Plenty of drama in both of Sunday’s NFL divisional-round playoff games was not enough to prevent an extension of the league’s downward slide in its viewership.
The evening AFC matchup on CBS between the Ravens and Bills—a high-octane clash between NFL MVP favorites Josh Allen and Lamar Jackson, the most-anticipated game of the weekend, and won by Buffalo 27–25—drew an average of 42.2 million, according to preliminary data, down 16% from the comparable game last year. The game was the worst-performing divisional playoff contest in that slot since 2021.
This game, like many others in the NFL this season, went up against a rather difficult comparison from 2023, as last year’s divisional matchup in the same window, between the Chiefs and Bills, drew an average of 50.4 million, setting a record as the most-watched NFL divisional playoff game ever. Even with the year-over-over decline, the Ravens-Bills game established a new mark as the league’s most-watched contest of the 2024 season—though that’s now poised to be topped by the upcoming conference title games Sunday.
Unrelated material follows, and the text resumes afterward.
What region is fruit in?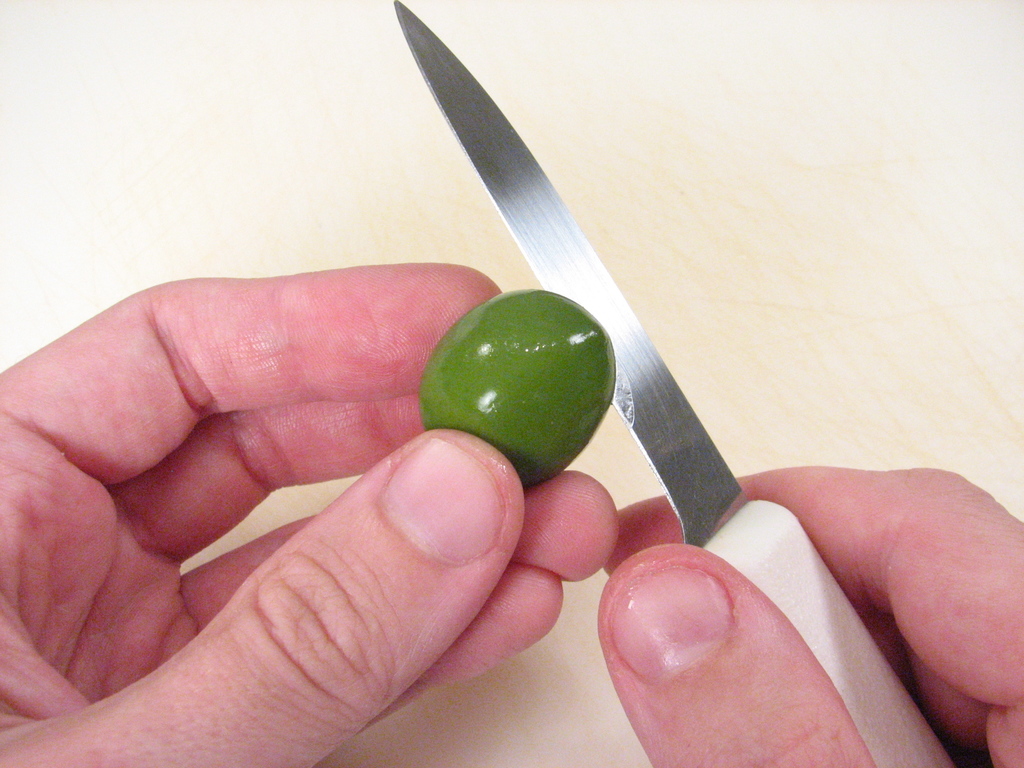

The Sunday afternoon game between the Rams and Eagles on NBC, meanwhile, posted a total audience delivery of 37.8 million viewers, down 6% from a comparable 40.4 million for a Buccaneers-Lions game in that slot last year.
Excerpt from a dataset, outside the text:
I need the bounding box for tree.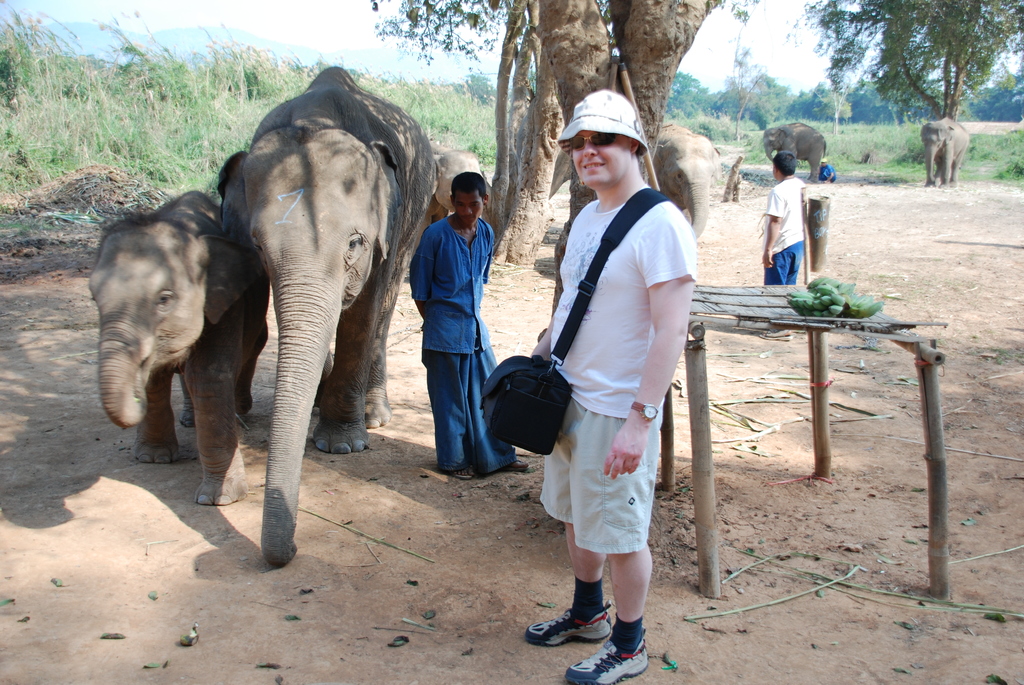
Here it is: 978,65,1023,118.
The game, won by the Eagles 28–22, still represented the fourth-best divisional playoff rating in NBC history, dating to Nielsen’s 1988 introduction of its People Meter measurement system and covering 33 such games on the network over that time.
The Sunday results followed prior viewership attrition seen during the NFL’s regular season, the wild-card round, and earlier in the divisional playoff round.